Serena Williams would ask you about the last time you lost.
Not whether you’ve lost. She assumes you’ve lost. She’s interested in what happened after. Did you analyze it? Did you adjust? Did you come back the next day and do the thing that scared you? She lost the 2018 US Open final to Naomi Osaka — a match defined by code violations, a broken racket, and a confrontation with the chair umpire that dominated the headlines. What the headlines missed: she showed up the next year and reached the final again.
She’d want to know if you have that in you. The capacity to be publicly humiliated and publicly return. Not because she’s testing your toughness. Because she genuinely doesn’t understand people who quit after losing. It’s not bravado. It’s confusion. She grew up on the public courts of Compton, California, where her father Richard painted gang graffiti over to make room for a tennis court, and the idea of stopping because something was hard doesn’t compute for her.
The Numbers
23 Grand Slam singles titles. The most in the Open Era. She won the Australian Open in 2017 while eight weeks pregnant. She was seeded 17th at Wimbledon in 2018 — nine months after a near-fatal pulmonary embolism following the birth of her daughter Olympia. She made the final. She’d been unable to walk without pain six months earlier.
319 weeks ranked No. 1. She held all four Grand Slam titles simultaneously twice. She won on clay, on grass, on hardcourt. She won as a 17-year-old in 1999 and as a 35-year-old in 2017. She won when she was younger than her opponents and when she was older. She won when the crowd was for her and when it wasn’t.

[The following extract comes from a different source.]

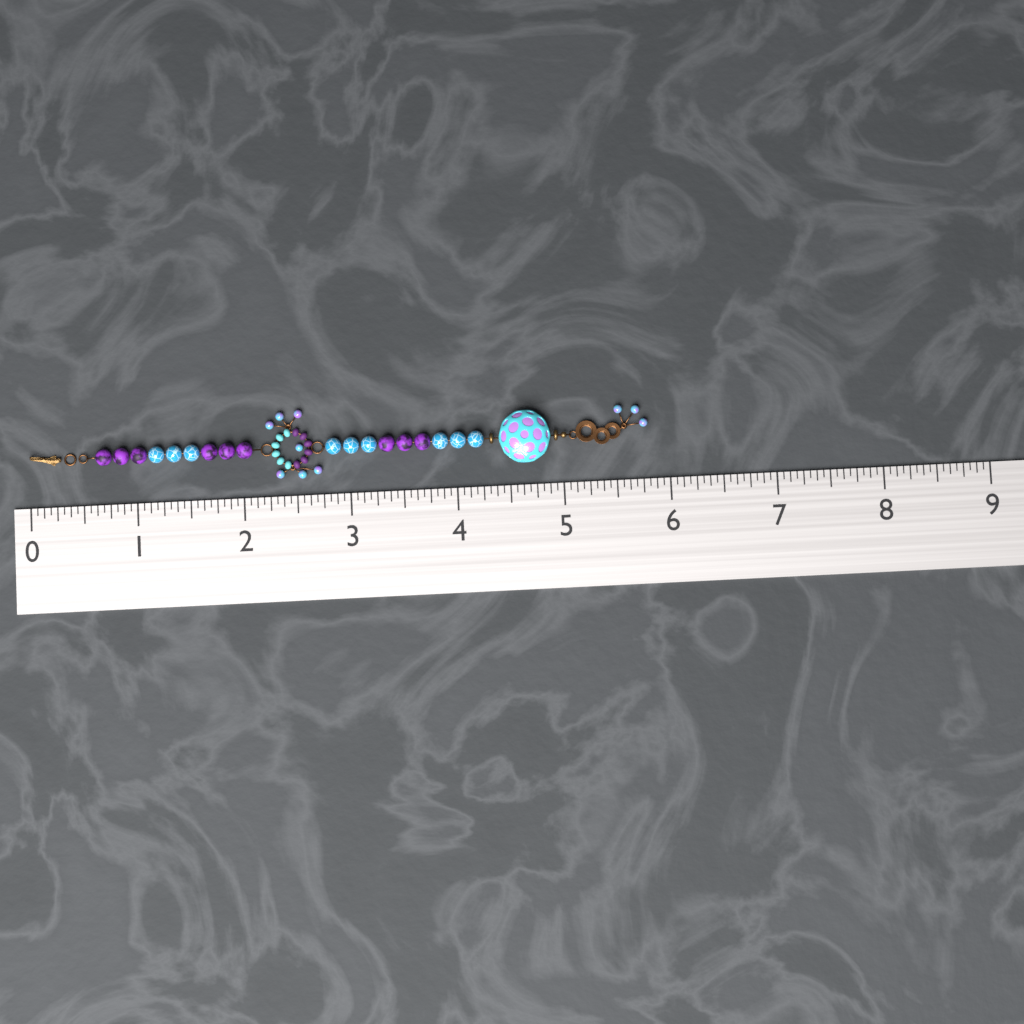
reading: 5.8125 (no unit)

She’d list none of these numbers. She knows them. She doesn’t think about them the way you do. What she thinks about is the moment before the serve — the toss, the extension, the split-second decision about placement that she’s made approximately 300,000 times in competitive play and that she still rehearses in her head before sleeping.
How She’d Push You
The serve would come up. Not her serve — yours. Whatever your version of the serve is. The thing you do under pressure when the outcome matters and the crowd is watching.
She’d want specifics. Not “I work hard.” She’s heard that. Everyone works hard. She wants to know your routine. Do you have one? When does it start? What do you eat? When do you sleep? She and Venus trained six hours a day as children, on courts where they had to sweep broken glass off the baseline. Richard Williams’s plan — outlined in a 78-page document he wrote before either daughter was born — called for this exact trajectory. Two Black girls from Compton would dominate a white country-club sport. The plan was insane. It worked.
She’d challenge your preparation, not your talent. “You can’t fake fitness,” she’d say. She believes greatness is mostly structural — the accumulation of thousands of small decisions about sleep, nutrition, training, recovery, and practice that nobody sees. The 23 titles are the visible output. The invisible input is 30 years of six-hour days.
If you told her about a setback, she’d listen. If you told her you’d given up, she’d go quiet. Not angry — disappointed in a way that would be worse than anger. She nearly died giving birth to her daughter. A blood clot traveled to her lungs. She told the nurses she needed a CT scan. They dismissed her. She insisted. She was right. The embolism would have killed her. She advocates for her own body the same way she plays tennis: with absolute certainty that she knows what’s happening and absolute refusal to defer to anyone who tells her otherwise.
The Anger She’s Earned
She was booed at Indian Wells in 2001 — the entire stadium — after her father alleged that the crowd was racially motivated. She was 19. She didn’t return to that tournament for 14 years. When she came back, she won.
She’s been called aggressive. She’s been called intimidating. She’s been called classless. She’s had her body scrutinized, her femininity questioned, her celebrations policed. She’s been drug-tested more frequently than any other player in the WTA. She played through all of it. The anger is not a flaw. It’s fuel. She channels it into the ball the way a furnace channels heat into a turbine. The output is 120-mph serves and 23 trophies.
If you sat with her, the first thing you’d notice is the stillness. Off the court, she’s quieter than you’d expect. The explosive energy is stored, not absent. She’d make you feel that whatever you’re going through, the prescription is the same: show up tomorrow. Do the work. Win or lose, show up the day after that. Not because she’s simplistic about suffering. Because she’s tested the alternative, and the alternative is the one thing she can’t tolerate.
She won 23 Grand Slams. She played pregnant. She survived a pulmonary embolism. The only thing she can’t do is understand why anyone would stop.